His newest project, ‘The Westies,’ follows that same pattern, dropping viewers into 1980s Hell’s Kitchen as a small but ruthless Irish American gang tries to hold its turf against the far larger Italian mafia. With J.K. Simmons and Titus Welliver leading a stacked cast, the show has generated plenty of buzz heading into its premiere, and much of that buzz comes with an obvious question attached.
The answer is yes, ‘The Westies’ is rooted in real history. The gang depicted in the series actually existed, operating out of Hell’s Kitchen from the 1960s through the mid 1980s, and their reputation for extreme brutality despite tiny membership numbers is exactly as the show portrays it.
According to historical accounts, the real Westies never had more than a few dozen members at any given time, yet law enforcement linked the gang to dozens of murders committed between the late 1960s and mid 1980s.
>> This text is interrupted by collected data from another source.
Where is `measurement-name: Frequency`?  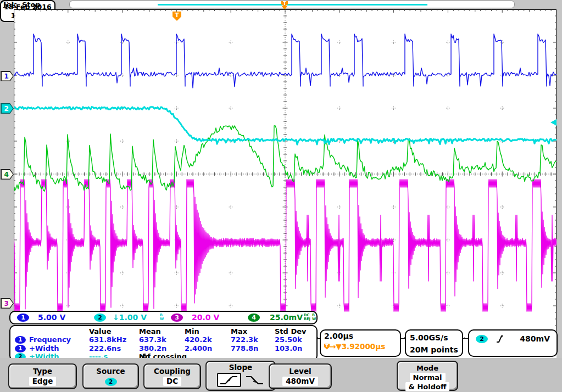
measurement-name: Frequency is located at coordinates (50, 339).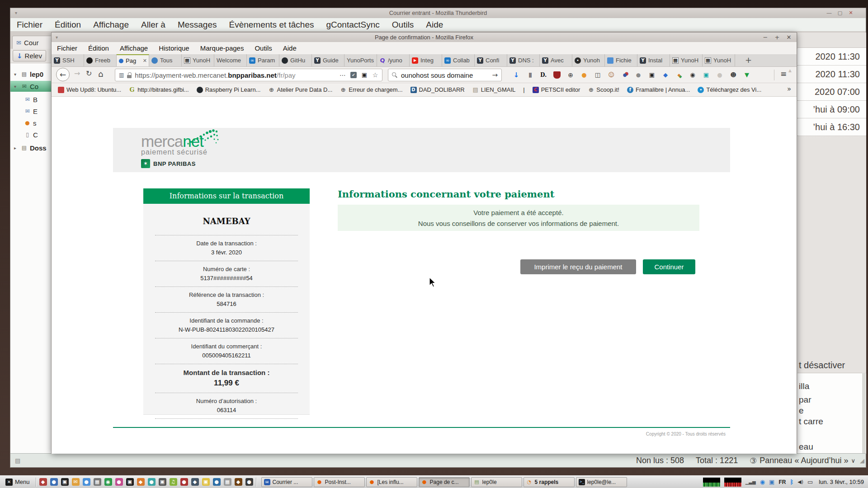  What do you see at coordinates (57, 37) in the screenshot?
I see `titlebar-caret-icon: ▾` at bounding box center [57, 37].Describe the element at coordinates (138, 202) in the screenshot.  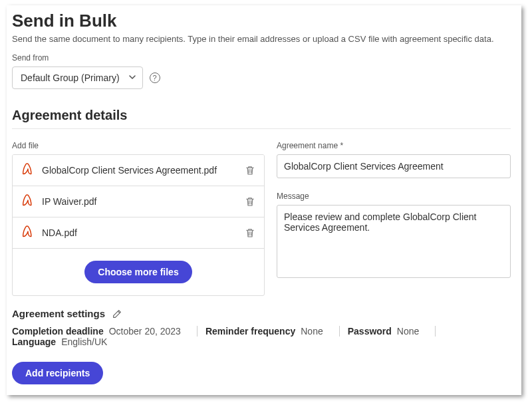
I see `file-row: IP Waiver.pdf` at that location.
Their small size forced them into a working alliance with the much larger Gambino crime family, mirroring the uneasy partnership the show depicts between its Irish gang and their Italian counterparts.
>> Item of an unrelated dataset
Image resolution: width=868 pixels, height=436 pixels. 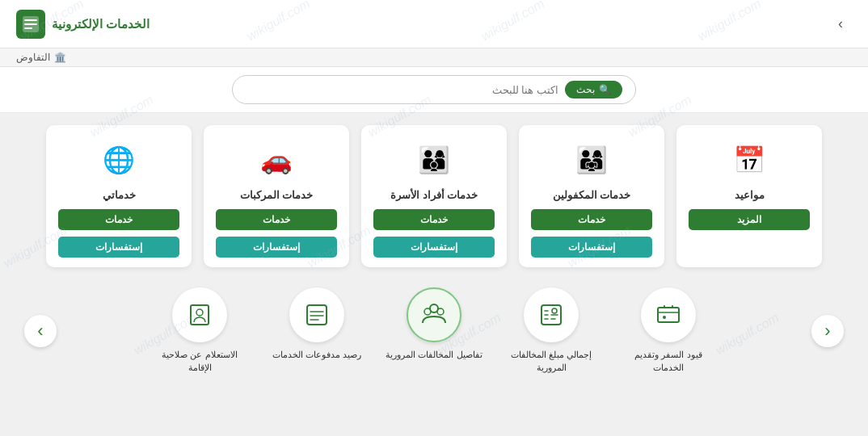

The series takes its central old guard versus new guard conflict directly from real Westies history. In reality, longtime boss Mickey Spillane was eventually pushed out and killed in 1977 in a hit connected to his ambitious rival Jimmy Coonan, who then took control of the gang and deepened its ties to the Gambino family under Paul Castellano.
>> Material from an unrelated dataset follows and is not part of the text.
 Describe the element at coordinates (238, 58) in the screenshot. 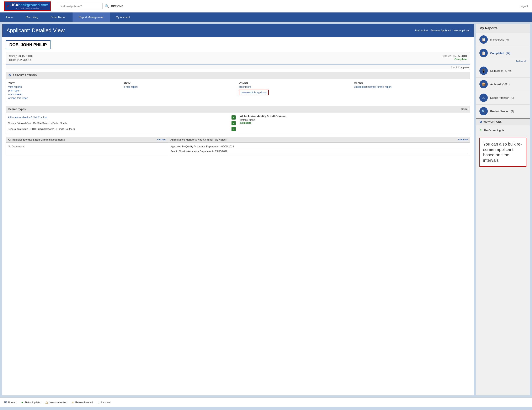

I see `applicant-info-top: SSN: 123-45-XXXX DOB: 01/20/XXXX Ordered…` at that location.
That real power struggle clearly informs the show’s central dynamic between Eamon Sweeney, played by Simmons as the gang’s aging old school leader, and Jimmy Roarke, played by Tom Brittney as the head of its younger, more reckless generation. Both Sweeney and Roarke are fictional creations rather than direct depictions of Spillane and Coonan, but the parallel in their generational conflict is clearly intentional.
The show’s use of the Jacob Javits Convention Center construction as its inciting plot device also has roots in reality, since the real Westies were deeply involved in union racketeering tied to major New York construction and cultural projects during that era, including a well-documented scheme that skimmed money from the Intrepid Sea, Air and Space Museum. The gang’s downfall in real life eventually came when financial investigations into that scheme helped unravel their operation from the inside.
That collapse was accelerated by one of the gang’s own, enforcer Mickey Featherstone, who became a government informant after a murder conviction he believed had been engineered by his own crew. His cooperation helped federal prosecutors secure a sweeping RICO case that sent Coonan away for decades, and the show’s inclusion of an FBI task force investigating the gang throughout the season pulls directly from that real prosecutorial pressure.
Are you interested in watching 'The Westies' because it is based on real events?
Brancato has described the project in personal terms, calling it a passion project built around ambition, loyalty, and power set against the backdrop of 1980s New York, sentiments he shared in comments reported by TVInsider. That framing lines up with how closely the show hews to its historical inspiration, even while inventing its central characters rather than depicting the real gang’s leaders by name.